Your comment suggests that you fundamentally misunderstand the process of scientific discovery and innovation, how the American scientific ecosystem works, or how the economic and technological return on scientific investment has helped to propel the US for the last 70 years.
If you have any doubts that Trump 2.0 will destroy the American scientific workforce for years to come, this summary of cuts at NSF makes the case very strongly.
This is a real and important challenge, which is even further exacerbated if you work on microbial organisms. I can easily think of a half dozen times in my own research where we tracked down differences in phenotype between ostensibly isogenic strains from different labs that turned out to be the result of in lab evolution.
The journal in question, Environmental Health Perspectives, doesn't charge submission fees and is open access (articles are freely available to everyone to read). Its impact factor puts it among the top journals in the fields of toxicology and Public and Environmental Health (https://ehp.niehs.nih.gov/journal/ehp/journal-impact-factor).
The article notes that two other open access journals, published by the CDC are also potentially on the chopping block at HHS:
This is an odd interpretation if the details cited in the NY Times articles are correct:
> When he informed Ted of his marriage plans, Ted, who had never met Ms. Patrik, fumed, and warned him, in what David called a “vicious” letter, that he was making the biggest mistake of his life. Ted then severed virtually all communication with him.
From this quote it seems like Ted Kaczynski had already cut off most communication with his brother w/out ever meeting the wife.
I wonder how similar / different this to the Filipino martial art known as Arnis, which is also bladed weapon + stick based?

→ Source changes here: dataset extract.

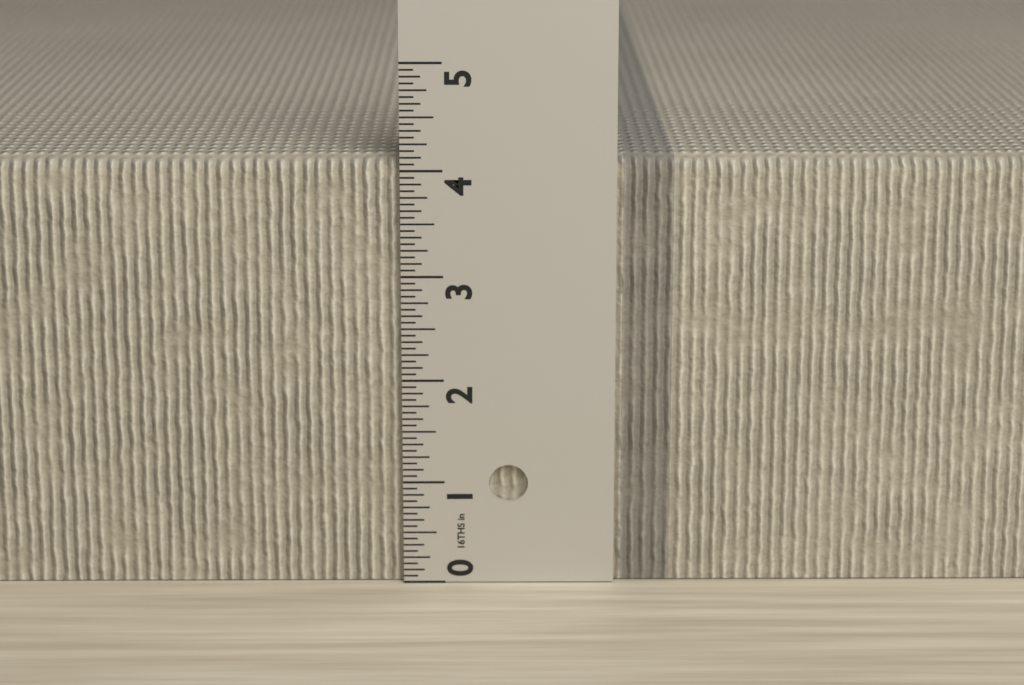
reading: 4.1250 in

Perhaps an interesting cultural example of convergence or parallelism (depending on how you think about the shared influence of Spanish colonialism w/respect to the development of these martial arts in Columbia and the Phillipines).
Note that admissions for MSc admissions usually differ quite a lot from PhD admissions, and the criteria can be very different across fields. Things have changed significantly since 2010 as well, and are likely to change even more radically in the next admissions cycle as a result of massive funding cuts to the sciences that the US is currently experiencing. Couple this with radically restricted foreign student visas resulting from new federal policy...
So this should probably be read as "Demystifying the American Graduate Admissions Process for MSc programs in CS in the 2010s".